Key is what the product is actually tapping. DeRoche uses the example of a portfolio of 200 momentum stocks sorted from a pool of 1,000. There’s a lot more than momentum driving performance of those stocks.

“With active risk, there are two sources,” he explains. “We want exposure to momentum, so we want to maximize the amount of risk, the amount of tracking error that’s coming from momentum. We’re going to try to minimize all the others. We can’t eliminate them entirely because there will always be some impurities. At the end of the day, we are going to have some unintended sources of risk.”

And it can be substantial, he points out. “I only have 20% of the risk coming from the momentum factor, so I have 80% of my risk coming from what I’ll call noise.”

FACTORS THAT ENDURE

One problem is factor decay: stocks that rank highly based on momentum characteristics can see their ranking change after a period — often less than six months. Value and small-cap characteristics tend to endure longer.
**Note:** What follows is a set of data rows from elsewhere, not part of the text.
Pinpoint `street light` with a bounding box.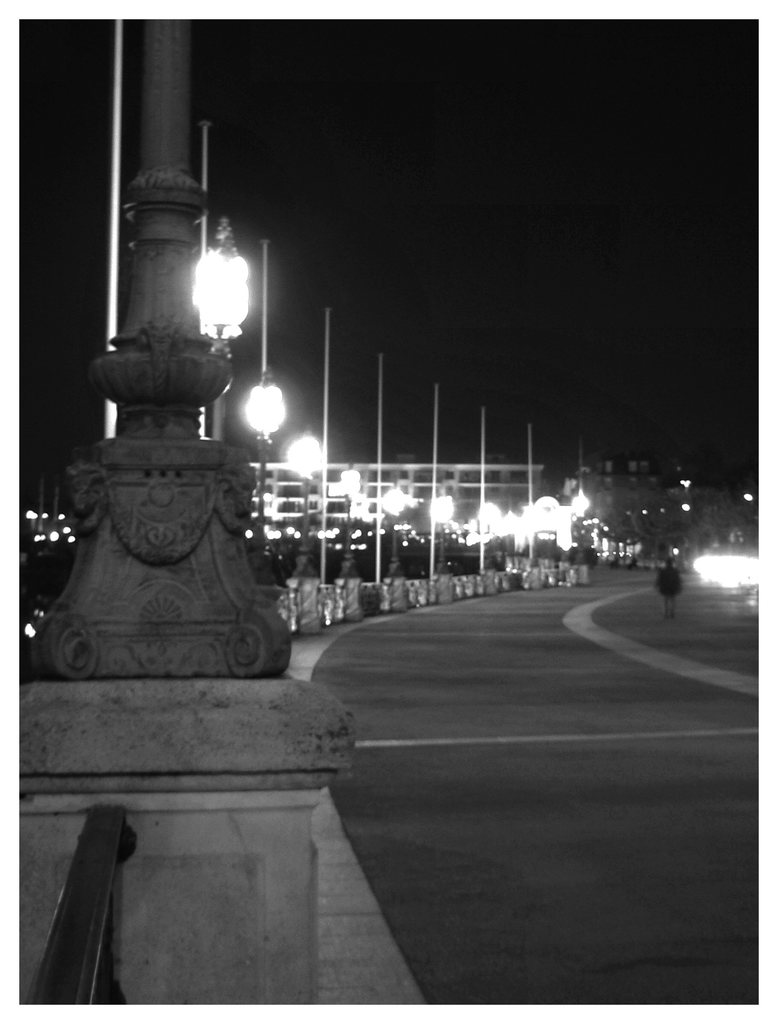
BBox(377, 483, 415, 617).
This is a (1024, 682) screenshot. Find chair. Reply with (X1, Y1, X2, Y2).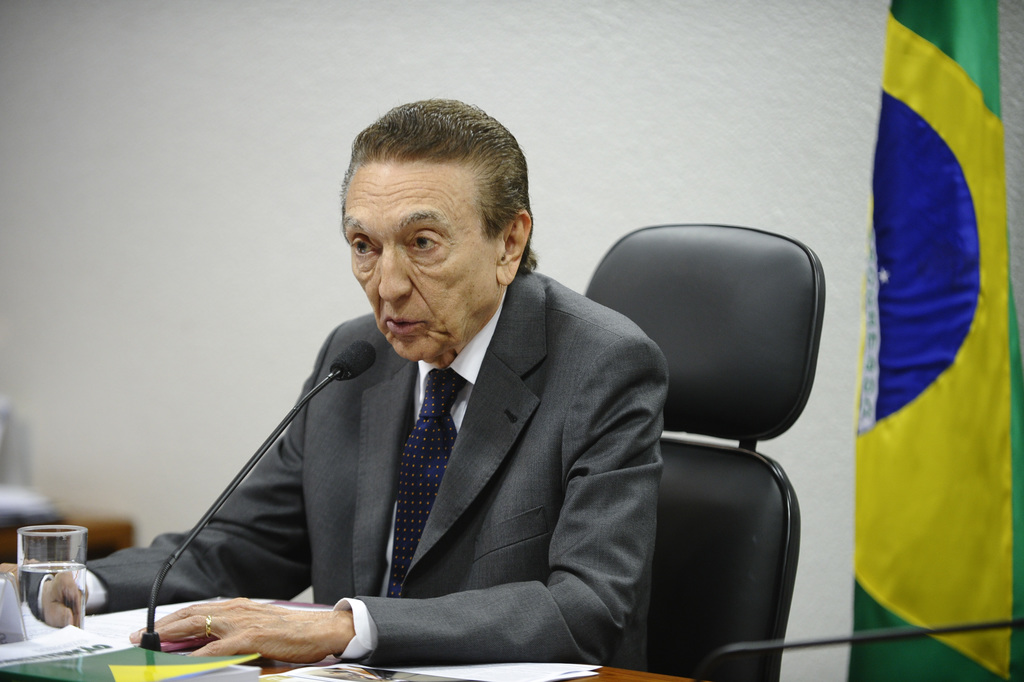
(558, 242, 839, 654).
But part of it has to do with the mechanics of tracking error.

“Typically, you think that, if the level of my tracking error goes up, my expected return should increase,” he explains. “We all know intuitively that they’re not related in a linear way. At some point, as I increase tracking error, I’m not going to be able to increase my expected return.”

A transfer co-efficient is at work, he says, which can hound conventional portfolios. “If I could follow my ranking signal perfectly, I would end up with a tracking error transfer co-efficient of one,” DeRoche adds. “Unfortunately, there are constraints when you invest, long-only being one of them. As a result, you’re not going to have a transfer co-efficient of one. It’s going to be lower.”

Interestingly, he finds that while the tracking error from a factor might be expected to be 2% to 4%, with some products it’s actually higher. “From our perspective, you’re getting a lot of noise; you’re not getting a lot of the exposure you were hoping to get with the particular factor.